Introduction
A Cloudflare origin DNS error means Cloudflare cannot resolve the hostname it needs to contact behind the proxy. The public site may still point to Cloudflare correctly, but Cloudflare itself does not know where the origin server lives, so requests fail before they ever reach your application.
Symptoms
- Cloudflare shows an origin DNS error page
- The site loads intermittently after recent DNS changes
- One hostname fails while another hostname on the same zone still works
- DNS tools show missing, stale, or incorrect origin records
- The error appears after moving the site to a new server or provider
Common Causes
- The origin A record points to the wrong server IP
- A required origin hostname was deleted or renamed
- A CNAME chain points to an invalid target
- DNS propagation is incomplete after a migration
- Cloudflare proxy settings were changed before origin DNS was fully updated
Step-by-Step Fix
- Identify the exact hostname Cloudflare is trying to reach, such as
origin.example.comor the main apex record. - Review the authoritative DNS records at your DNS provider, not only what appears in local cache or third-party tools.
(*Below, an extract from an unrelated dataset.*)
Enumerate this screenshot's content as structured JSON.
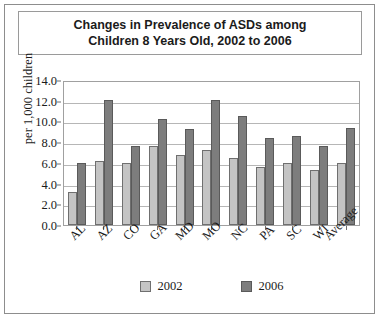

- Confirm that the A or CNAME record points to the active server handling the site today.
- If you recently migrated hosting, compare the current server IP with the old one and remove stale targets.
- Check that any CNAME targets still resolve correctly and do not end in a broken chain.
- In Cloudflare DNS, verify the record name, content, and proxy status match the intended setup.
- If needed, temporarily gray-cloud the record during testing so you can confirm the origin responds directly.
- After correcting DNS, wait for propagation where necessary and test again from multiple resolvers.
- Once traffic is stable, re-enable the preferred proxy setting and document the final origin record values.